In Memoriam: Three Heron Poems
May 27th, 2011 | Blog, Poetry | 0 Comments
Although it was rightly eclipsed in the national news by the monster tornado that destroyed so much of Joplin, Missouri, here in Minneapolis we also suffered a serious tornado on Sunday, May 22. It hit one of the poorest neighborhoods in the city, the North Side, where many blacks live, and where hundreds of folks are now homeless. More than 5,000 people were affected by major damage to their dwellings, many of them renters with little or no insurance. As of late Tuesday, 7,000 homes and business were still without power. The storm was responsible for two deaths and forty-eight injuries, and while it seems minor in light of Joplin, for those involved, it is major.
A sidebar to the human catastrophe was the destruction of a heron rookery on an island in the Mississippi River. According to the Star Tribune, the island had been home to three dozen heron nests, each with possibly three eggs or hatchlings, and tended by a pair of adult herons. All those nests were destroyed by the storm, and only a few of the estimated 50 trees remain standing on the island. Now all that is left are a few adult herons flying circles around the mangled island or perched on splintered remains of trees. It is estimated that many as 180 great blue herons were killed, injured or are missing.
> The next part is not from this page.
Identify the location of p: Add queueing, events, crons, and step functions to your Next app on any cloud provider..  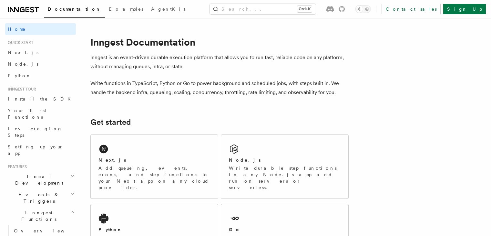
(154, 178).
When I read about the birds, I thought of Robert Bly’s poem that I had read recently in his new book, Talking into the Ear of a Donkey. I was seeking some solace in poetry, and I thought I remembered a heron poem by Mary Oliver. That led me to a website billed (no pun intended…) as “Cool Bird Poems: An E-Anthology of Avian Poetry,” which quickly provided me with several heron poems. Here’s the link: http://incolor.inetnebr.com/tgannon/bird.html It is really cool, in part because it has the poetry alphabetized by bird initials; thus H, Heron.
Here in memory of the lost herons is the Bly poem; a lovely poem by Mary Oliver; and one I especially like by Polly Brown. I read them differently now than I would have before Sunday’s storms.
WANTING SUMPTUOUS HEAVENS
No one grumbles among the oyster clans,
And lobsters play their bone guitars all summer.
Only we, with our opposable thumbs, want
Heaven to be, and God to come, again.
There is no end to our grumbling; we want
Comfortable earth and sumptuous heaven.
But the heron standing on one leg in the bog
Drinks his dark rum all day, and is content.